Baseball stadiums have a particular challenge, said Chad Townes, VP of AT&T's Antenna Solutions Group. The antennas are located at the back of each stadium section and direct their beams forwards, towards the field. Baseball seats are typically arranged in a tight arc around home plate, and that means some beams will cross each other and interfere as you move closer to the field.

So, the best seats in the house get the worst coverage. And the field itself is just one big mess of interference, Townes said.

One of the demos that got the most attention -- and yet will be extremely unsurprising for Light Reading readers -- was a tablet-driven TV remote for U-verse.

Part of the gimmick here was that AT&T is suggesting the idea for the visually impaired. Did we say "visually impaired?" Considering how confusing TV remotes can get, these oversized buttons look like they'd be good for pretty much anybody who hates their remote.

The main difference here is that "speak" button. You can use it to verbalize a search, saving lots of button-pushing. Of course, if talking to your tablet makes you feel like an idiot, maybe this isn't the app for you.

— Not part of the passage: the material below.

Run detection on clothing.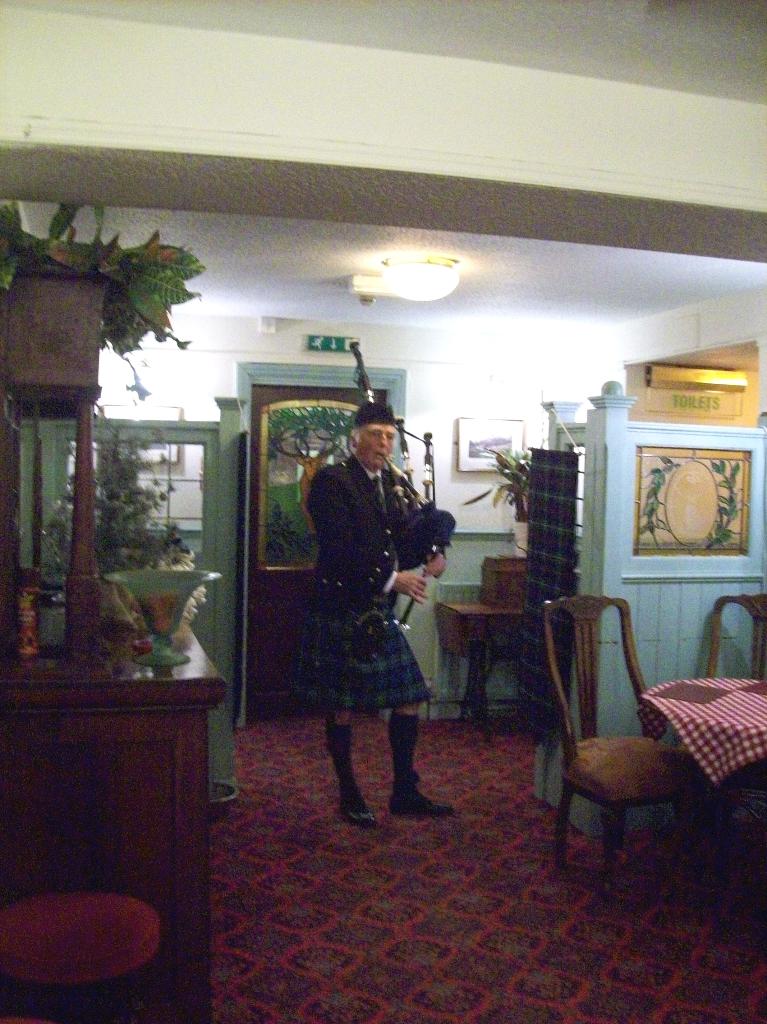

The real purpose here was to show off two APIs that developers can tap: a U-verse API and a relatively new speech API. Part of AT&T Foundry's mission is to provide support for letting other companies mess with these APIs and see what they can come up with.

It wouldn't be a Light Reading report if we didn't include some completely random photos -- and some food. Here you go.

About the Author(s)

Craig Matsumoto

Editor-in-Chief, Light Reading

Yes, THAT Craig Matsumoto – who used to be at Light Reading from 2002 until 2013 and then went away and did other stuff and now HE'S BACK! As Editor-in-Chief. Go Craig!!